Friday links! What must be done edition

The author in his wasp suit

The author in his wasp suit

A few weeks ago, I noticed yellow jackets flying in and out of the gap between my stair and the siding. “I don’t need to do anything about this,” I thought, and went inside to vomit. Then this week, as I was chaining up my bicycle, one of the greatly increased number of yellow jackets stung me on the calf. “That’s it,” I said. “I’m going to do something if this happens again.” Yesterday they got me twice, on that one big vein that runs over the top of the ankle. I could feel the venom going up my leg. Generally, it is against my ethics to kill living things; I’m the guy who catches spiders in a rocks glass and turns them loose outside. My personal code also forbids doing chores around the house. But wasp appeasement had clearly failed, so I went to the hardware store and bought toxic spray and foaming sealant. Today is Friday, and we all must do what must be done. Won’t you poison whole societies with me?

First, the good news: Manhattan District Attorney Cyrus Vance Jr. finally prosecuted a bank for mortgage fraud. The bad news is it was Abacus Federal Savings Bank, a six-branch operation that primarily serves Asian immigrants in the five boroughs and New Jersey. After it discovered loan officer Ken Yu falsifying borrower information in December 2009, Abacus notified regulators, fired Yu, and presented prosecutors with 900,00 pages of documents. Yu cut a plea deal with Vance, who in 2012 indicted the bank and former employees on 184 counts of mortgage fraud. Last June, a jury threw out all 80 charges against the bank that made it to trial. It appears the management of Abacus Federal was extraordinarily honest. At the risk of cynicism, the difference between them and other New York banks might be that Abacus was not too big to try. I quote the Times:

The prosecution against Abacus appears to be Mr. Vance’s only mortgage-related prosecution against a bank since he won election as Manhattan district attorney and took office in January 2010. Ms. Vollero declined to provide a list of other cases brought by Mr. Vance related to the financial crisis. She did point to guilty verdicts in a 2010 mortgage fraud case against AFG Financial Group, a loan originator that Mr. Vance said had used sham real estate sales to defraud banks of more than $100 million. AFG Financial, based on Long Island, was not a bank. 

Someone must be held responsible for the subprime loan crisis that wrecked the economy in 2008, and I don’t see any reason why it shouldn’t be a small, unusually careful, overwhelmingly nonwhite bank. Sometimes, people in authority have to make difficult decisions. For example, I have decided to embed a video by Jimmy Fallon, even though he makes me want to systematically punch through 100 cardboard cutouts of Jimmy Fallon. But the split-screen footage of Scott Walker’s Kohl’s anecdote that starts at the one-minute mark is a masterpiece of editing.

Scott Walker is a normal person and as such has made several observations of normal life. Right now, my favorite microgenre of political coverage is stories in which reporters try to find polite ways to observe that Walker is dumb.

Of course, “dumb” is a relative term. Here in the last best place, Superior, MT volunteer fire chief Richard Miller stands accused of distributing child pornography and, after police questioned him, chopping up his computers with an axe. The pieces of the, um, hacked computers were then found in a bucket in his office at the fire department. Reenactment:

Miller: I’ve got to destroy this evidence of my uploading child pornography!

[In the distance, a dog barks.]

Miller: I sure like tacos. [Destroys computers with axe.] I’ve got to get rid of the pieces of these broken computers!

[“Free Bird” comes on the radio. Eight-minute pause.]

Miller: There’s a garbage can at work!

Here’s your girl Kathryn Haake with an eye for the salient detail: “‘When asked why he was searching out child pornography, Rick said he didn’t know,’ the affidavit stated. ‘Rick said it was a ‘crazy’ day and he didn’t know what he was doing.'”

I’ve had a crazy few weeks, but so far the most illegal thing I did was fudge a red light. Who knows, though, but I might find myself in a fugue state, uploading child pornography to the internet. If the news has taught us anything, it’s that anyone can go crazy at any time. Props to Ben al-Fowlkes for sending me this gem by Key & Peele at their most unrepentantly weird:

 

“Do you trust me?” “No.” “I’m going to take that as a yes.”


* WORK TASK: If an entry holds a picture, leave that picture out. Give everything else again exactly.

* PROVIDED INFORMATION:

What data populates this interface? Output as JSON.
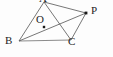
{
  "figure": {
    "kind": "euclidean-geometry-diagram",
    "canvas": {
      "width": 113,
      "height": 57
    },
    "background_color": "#fdfdfd",
    "stroke_color": "#4a4a4a",
    "base_stroke_color": "#8c8c8c",
    "dot_color": "#1a1a1a",
    "label_color": "#1e1e1e",
    "points": [
      {
        "id": "A",
        "label": "A",
        "x": 44,
        "y": 2,
        "has_dot": false,
        "label_x": 39,
        "label_y": -7,
        "clipped": true
      },
      {
        "id": "B",
        "label": "B",
        "x": 19,
        "y": 41,
        "has_dot": false,
        "label_x": 5,
        "label_y": 35
      },
      {
        "id": "C",
        "label": "C",
        "x": 71,
        "y": 40,
        "has_dot": false,
        "label_x": 68,
        "label_y": 36
      },
      {
        "id": "O",
        "label": "O",
        "x": 44,
        "y": 27,
        "has_dot": true,
        "label_x": 36,
        "label_y": 14
      },
      {
        "id": "P",
        "label": "P",
        "x": 86,
        "y": 13,
        "has_dot": true,
        "label_x": 91,
        "label_y": 5
      }
    ],
    "segments": [
      {
        "id": "AB",
        "from": "A",
        "to": "B",
        "style": "normal"
      },
      {
        "id": "AC",
        "from": "A",
        "to": "C",
        "style": "normal"
      },
      {
        "id": "BC",
        "from": "B",
        "to": "C",
        "style": "base"
      },
      {
        "id": "AP",
        "from": "A",
        "to": "P",
        "style": "normal"
      },
      {
        "id": "BP",
        "from": "B",
        "to": "P",
        "style": "normal"
      },
      {
        "id": "CP",
        "from": "C",
        "to": "P",
        "style": "normal"
      }
    ]
  }
}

* RESULT FOR THIS EXERCISE:
What data populates this interface? Output as JSON.
{
  "figure": {
    "kind": "euclidean-geometry-diagram",
    "canvas": {
      "width": 113,
      "height": 57
    },
    "background_color": "#fdfdfd",
    "stroke_color": "#4a4a4a",
    "base_stroke_color": "#8c8c8c",
    "dot_color": "#1a1a1a",
    "label_color": "#1e1e1e",
    "points": [
      {
        "id": "A",
        "label": "A",
        "x": 44,
        "y": 2,
        "has_dot": false,
        "label_x": 39,
        "label_y": -7,
        "clipped": true
      },
      {
        "id": "B",
        "label": "B",
        "x": 19,
        "y": 41,
        "has_dot": false,
        "label_x": 5,
        "label_y": 35
      },
      {
        "id": "C",
        "label": "C",
        "x": 71,
        "y": 40,
        "has_dot": false,
        "label_x": 68,
        "label_y": 36
      },
      {
        "id": "O",
        "label": "O",
        "x": 44,
        "y": 27,
        "has_dot": true,
        "label_x": 36,
        "label_y": 14
      },
      {
        "id": "P",
        "label": "P",
        "x": 86,
        "y": 13,
        "has_dot": true,
        "label_x": 91,
        "label_y": 5
      }
    ],
    "segments": [
      {
        "id": "AB",
        "from": "A",
        "to": "B",
        "style": "normal"
      },
      {
        "id": "AC",
        "from": "A",
        "to": "C",
        "style": "normal"
      },
      {
        "id": "BC",
        "from": "B",
        "to": "C",
        "style": "base"
      },
      {
        "id": "AP",
        "from": "A",
        "to": "P",
        "style": "normal"
      },
      {
        "id": "BP",
        "from": "B",
        "to": "P",
        "style": "normal"
      },
      {
        "id": "CP",
        "from": "C",
        "to": "P",
        "style": "normal"
      }
    ]
  }
}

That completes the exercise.